The limited address space is the real problem and the shortage has been leading networking issues for years. IPv6's extra space, the minimum subnet of /64 and the large rfc1918 eqivalent space will make things lots easier.
How often has somebody allocated a /30 for a routing/firewall segment that then needed HA some years later (2 real addresses and a floating). The /30 is then wasted because its to small to be useful without making a mess of routing.
In around two years it will be impossible to get portable address space allocated. If I have the next big killer application I'll be tied to whatever single ISP wants to rent some address space to me. If they have routing problems I won't be able to fail my routes over to somebody else.
I've seen a client fill a B class network. They built their addressing scheme many years ago when Bs were still given out and in the years since grew in ways they hadn't predicted. Of course some of their server farms turned out much bigger, some of their locations turned out smaller than planned wasting space. Basically they ended up with a mess that was difficult to clean up. IPv6 won't get to that sort of fragmentation since /64s will always be useful.
I've seen many situations where large organisations use 10/8 for their internal networks. They then merge, split or go partnership with somebody that requires private links between the organisations. I've seen situation where application servers that needed to talk to each other were on the same 10.x.y.z and the NAT nightmare between them sucked. Every device had a different address depending on who you talked to.
People talk about IBM should give back their A. Without that A there would be a NAT nightmare between everybody that IBM connects to for their management services. Imagine how many 10/8 networks IBMs NOC talks to and imagine what it would be like if they were also 10/8.
I can imagine all the big companies moving to public v6 address space for their private networks but never advertising it to the Internet. The outbound traffic will be NATed/proxied at the gateway. This will make the corporate merge/split/peer cycle easier to deal with.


- Description of the task
In your copy, repeat the records exactly and leave out the pictures.
━━━━━ Provided material
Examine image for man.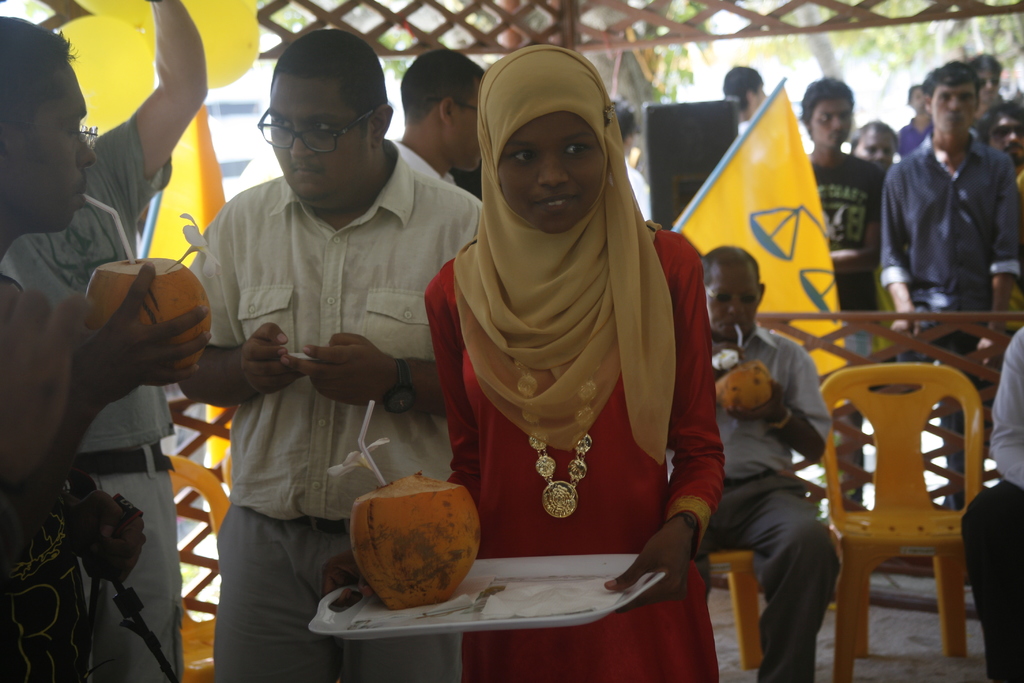
Examination result: [x1=177, y1=26, x2=486, y2=682].
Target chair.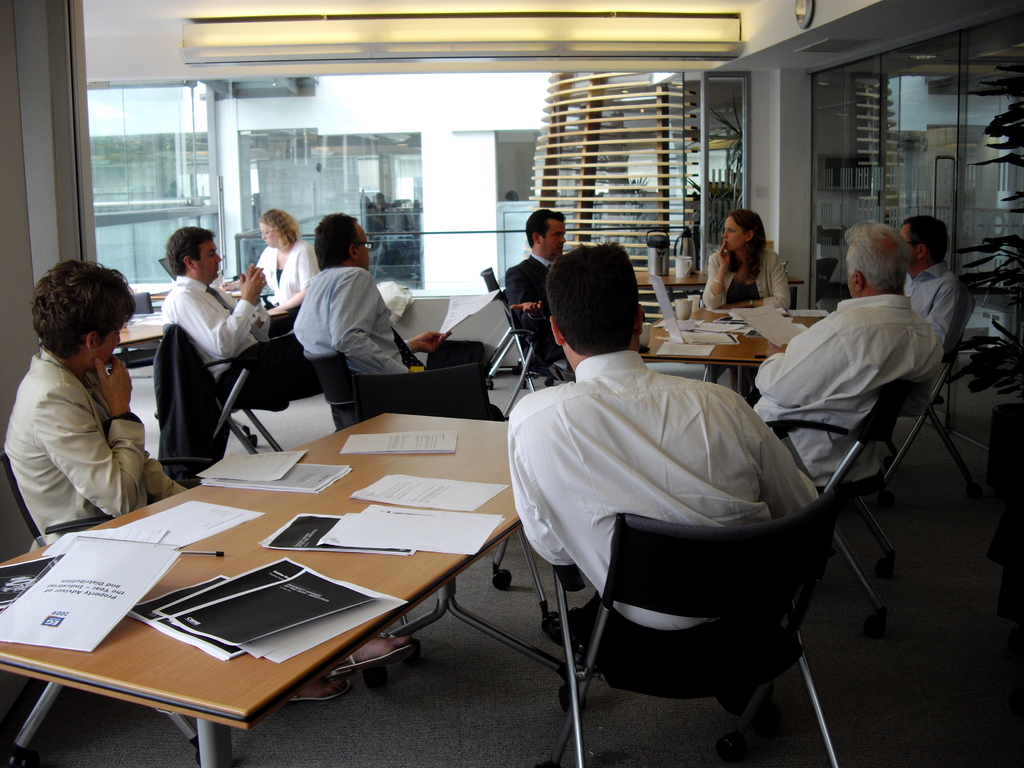
Target region: region(477, 264, 578, 417).
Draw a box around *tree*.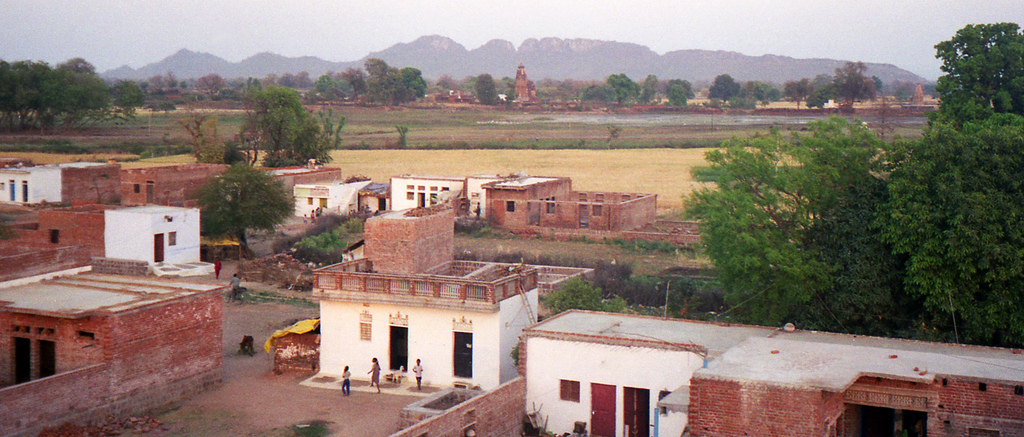
{"x1": 686, "y1": 115, "x2": 884, "y2": 334}.
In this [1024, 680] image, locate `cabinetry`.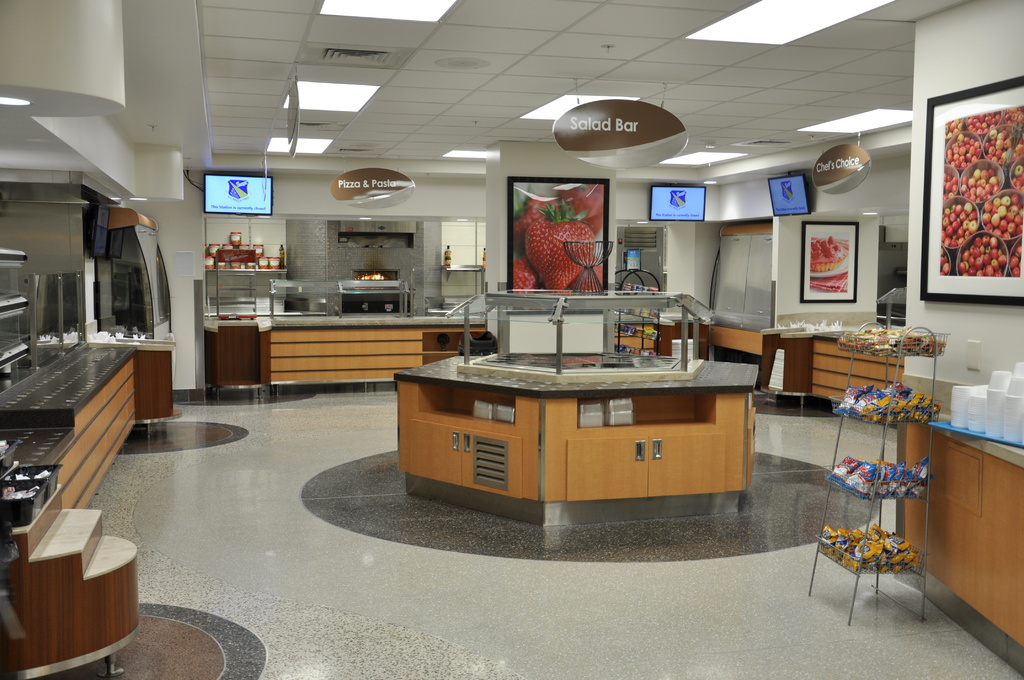
Bounding box: l=662, t=316, r=911, b=405.
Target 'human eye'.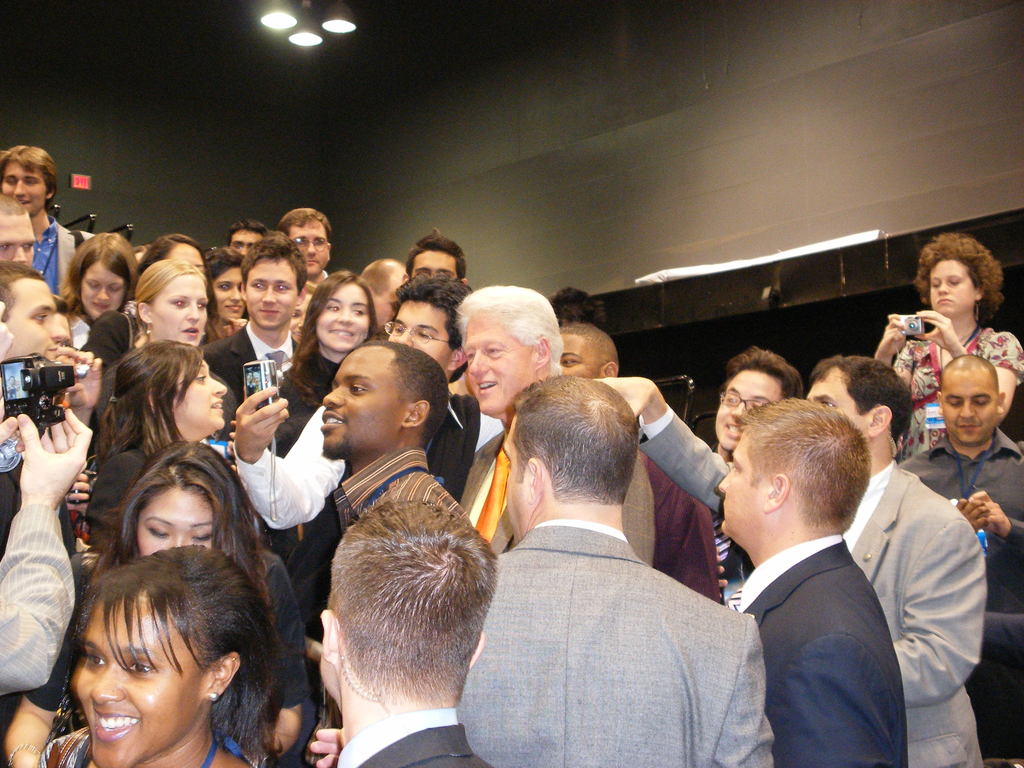
Target region: (left=0, top=245, right=10, bottom=252).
━━━━━━━━━━
- Finished task
Examine image for man.
Examination result: [x1=177, y1=26, x2=486, y2=682].
Target chair.
Target region: region(477, 264, 578, 417).
Draw a box around *tree*.
{"x1": 686, "y1": 115, "x2": 884, "y2": 334}.
In this [1024, 680] image, locate `cabinetry`.
Bounding box: l=662, t=316, r=911, b=405.
Target 'human eye'.
Target region: (left=0, top=245, right=10, bottom=252).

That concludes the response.